Transnational feminism refers to both a contemporary feminist paradigm and the corresponding activist movement. Both the theories and activist practices are concerned with how globalization and capitalism affect people across nations, races, genders, classes, and sexualities.
The term “transnational” is reacting to and rejecting terms like “international” and “global” feminism. Transnational feminists believe that the term “international” puts more emphasis on nation-states as distinct entities, and that “global” speaks to liberal feminist theories on “global sisterhood” that ignore Third World women and women of color’s perspectives on gender inequality.
The transnational feminist academic paradigm draws from postcolonial feminist theories, which emphasize how colonialist legacies have shaped and continue to shape the social, economic, and political oppression of women and men across the globe. It rejects the idea that people from different nations have the same subjectivities and experiences with gender inequality, and recognizes that global capitalism has created similar relations of exploitation and inequality, around which feminists around the world can find solidarity and seek collaboration.
Transnational feminist practice is involved in activist movements across the globe that work together to understand the role of gender, the state, race, class, and sexuality in critiquing and resisting structures of patriarchal, capitalist power. It is attentive to feminism as both a liberatory formation and a practice that has been oppressed by and sometimes been complicit with colonialism, racism, and imperialism. As such, it resists utopic ideas about "global sisterhood" while simultaneously working to lay the groundwork for more productive and equitable social relations among women across borders and cultural contexts.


# Exercise requirements:
Lines in the following data that contain the string "task" are to be counted. Report only their number.

# Supplied information:
☆ ☆ ☆

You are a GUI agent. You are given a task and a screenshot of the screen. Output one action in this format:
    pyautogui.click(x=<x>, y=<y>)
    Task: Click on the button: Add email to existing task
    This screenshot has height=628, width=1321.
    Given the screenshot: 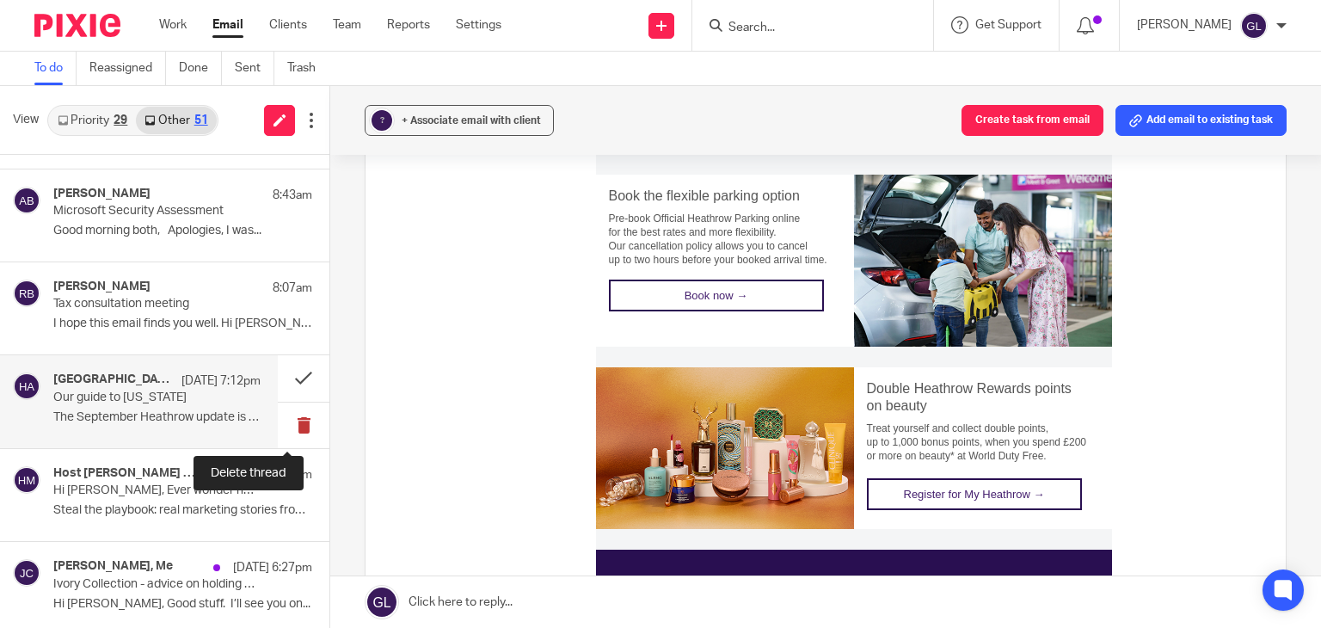 What is the action you would take?
    pyautogui.click(x=1201, y=120)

☆ ☆ ☆

# Exercise answer:
2